Scrape with the official Redis exporter:
# prometheus.yml
- job_name: redis
static_configs:
- targets: [redis-exporter:9121]
The Bull-specific metrics come from n8n’s own Prometheus endpoint, covered in the observability article.
The official Redis 7.4 persistence docs cover the AOF and RDB internals if you want to go deeper on tuning.
Common Pitfalls
Four mistakes that bite at scale.
Running Redis without maxmemory set. The OS will OOM-kill it when memory fills up, taking the queue with it. Always set maxmemory to about 75 percent of the host RAM, and maxmemory-policy noeviction.
Sharing one Redis across staging and production via different DB numbers. It works until a slow query in staging blocks production for a beat. The Redis process is single-threaded for command execution. Use separate Redis instances per environment.
Using appendfsync always. Halves throughput for nearly no durability gain over everysec. The always mode is for financial transaction logs, not n8n queues.
Trusting Redis Cluster with Bull. I see this every year. Bull’s LUA scripts touch multiple keys per call, and Cluster’s slot routing doesn’t guarantee they’re on the same node. The symptoms are intermittent script errors with the CROSSSLOT code. Use Sentinel.
Troubleshooting
Three failure modes.
Workers stop processing jobs after a Sentinel failover. ioredis sometimes caches the old master address. The fix is to make sure the n8n worker pods have a graceful reconnect, and set enableReadyCheck=true in the ioredis config. n8n 1.78 sets this by default but older versions need it explicit. Check worker logs for ECONNREFUSED repeated more than a few times after failover.
Queue depth grows even though workers are idle. The workers are subscribed to a different queue name than the main process is enqueuing to. Confirm with redis-cli LRANGE bull:default:wait 0 -1 and compare against QUEUE_NAME on the worker.

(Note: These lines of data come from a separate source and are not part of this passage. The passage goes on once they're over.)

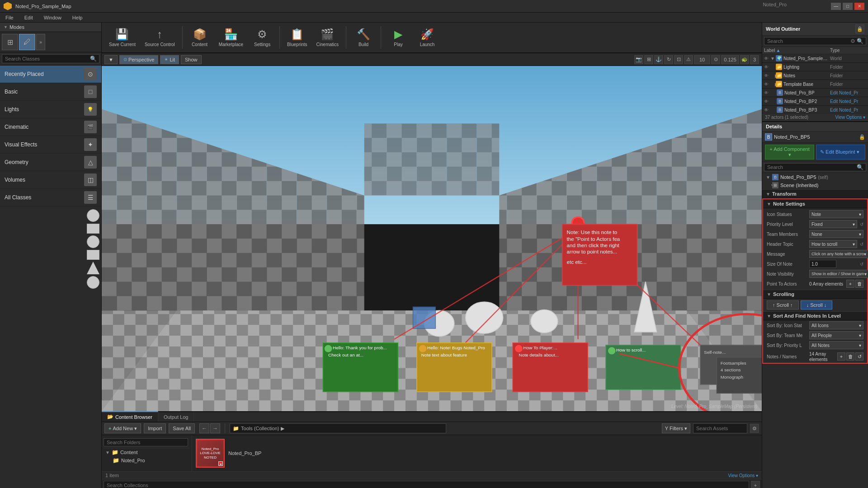 The width and height of the screenshot is (868, 488). I want to click on menu-window: Window, so click(52, 18).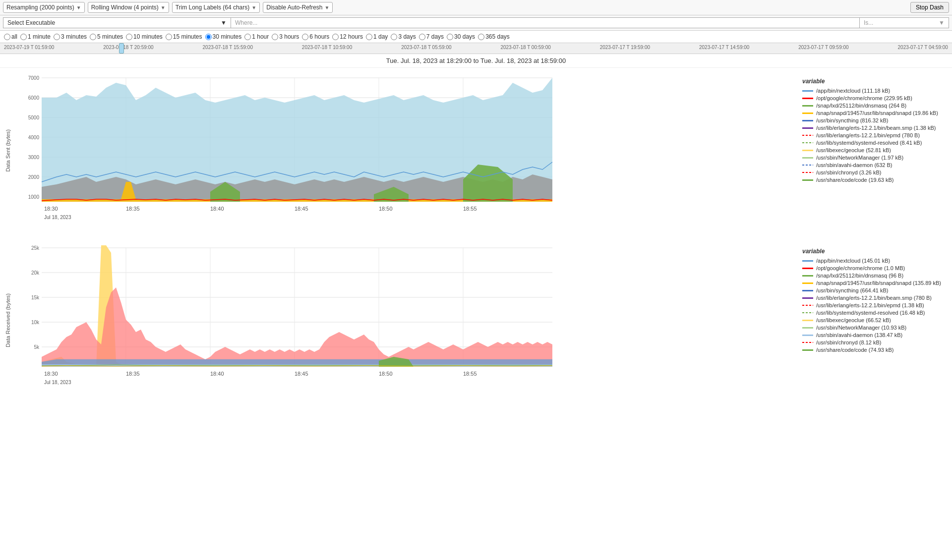  What do you see at coordinates (875, 251) in the screenshot?
I see `chart2-legend-title: variable` at bounding box center [875, 251].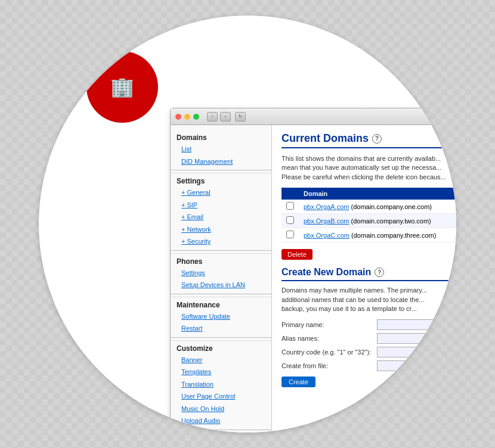 The width and height of the screenshot is (495, 448). Describe the element at coordinates (329, 352) in the screenshot. I see `form-label-country-code: Country code (e.g. "1" or "32"):` at that location.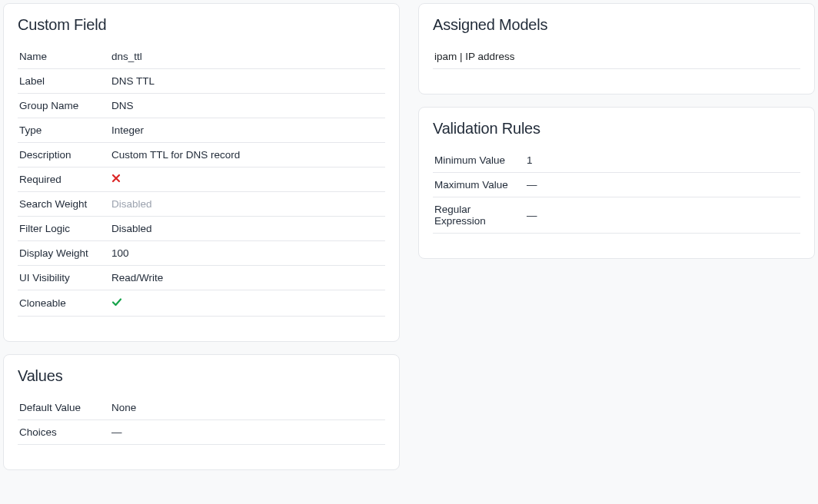 This screenshot has height=504, width=818. Describe the element at coordinates (248, 131) in the screenshot. I see `row-type-value: Integer` at that location.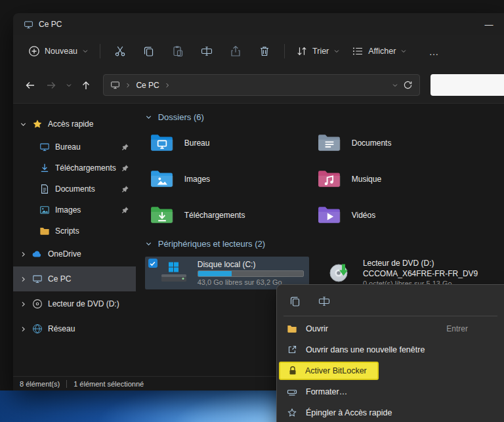  Describe the element at coordinates (75, 231) in the screenshot. I see `sidebar-item-scripts: Scripts` at that location.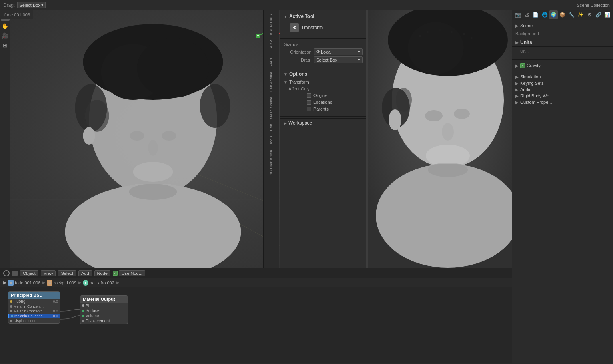  I want to click on origins-label: Origins, so click(321, 95). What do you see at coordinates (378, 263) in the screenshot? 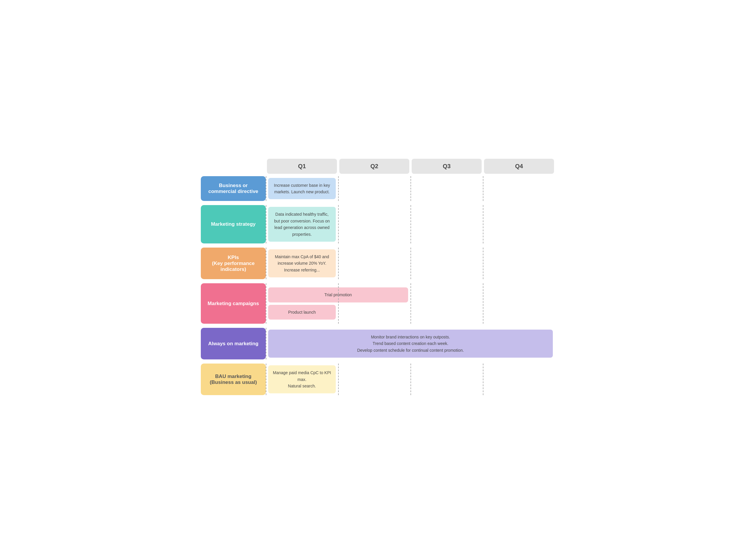
I see `kpis-row: KPIs (Key performance indicators) Mainta…` at bounding box center [378, 263].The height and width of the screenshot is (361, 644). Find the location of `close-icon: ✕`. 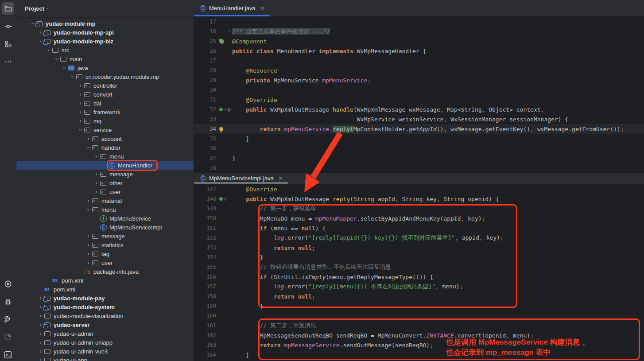

close-icon: ✕ is located at coordinates (262, 8).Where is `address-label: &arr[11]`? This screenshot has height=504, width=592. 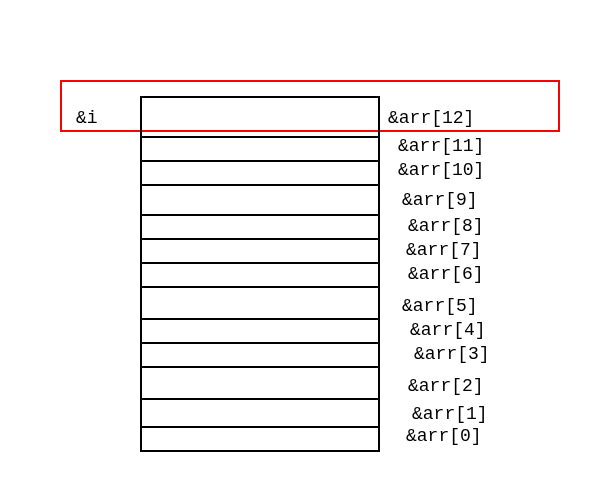 address-label: &arr[11] is located at coordinates (441, 146).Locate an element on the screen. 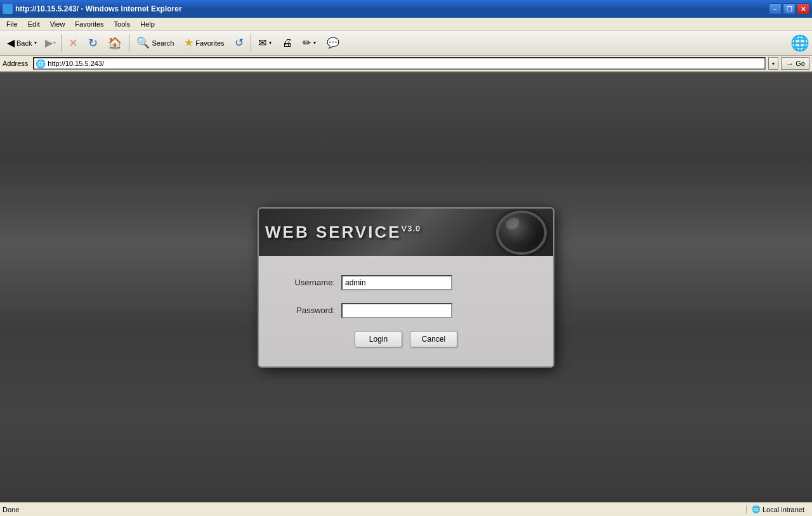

Redis memory grows unbounded. Either EXECUTIONS_DATA_PRUNE is off (so completed Bull jobs accumulate), or you have a stuck workflow holding hundreds of items in active state. Check INFO memory and XLEN for any stream keys. The usual culprit is EXECUTIONS_DATA_SAVE_ON_SUCCESS=all combined with a high-volume sync.
Wrapping Up
Queue mode at production scale is a Redis problem more than an n8n problem. Size the instance for your job rate. Configure RDB plus AOF with everysec. Use Sentinel for HA, not Cluster. Partition queues when one Redis can’t keep up. And treat Redis observability as a first-class concern with proper alerting on memory, blocked clients, and queue depth.
The next article gets into credentials and secrets management for enterprise n8n, which is the security side of the same production picture. After that we’ll get into error handling and retries, the operational side of running these workflows long-term.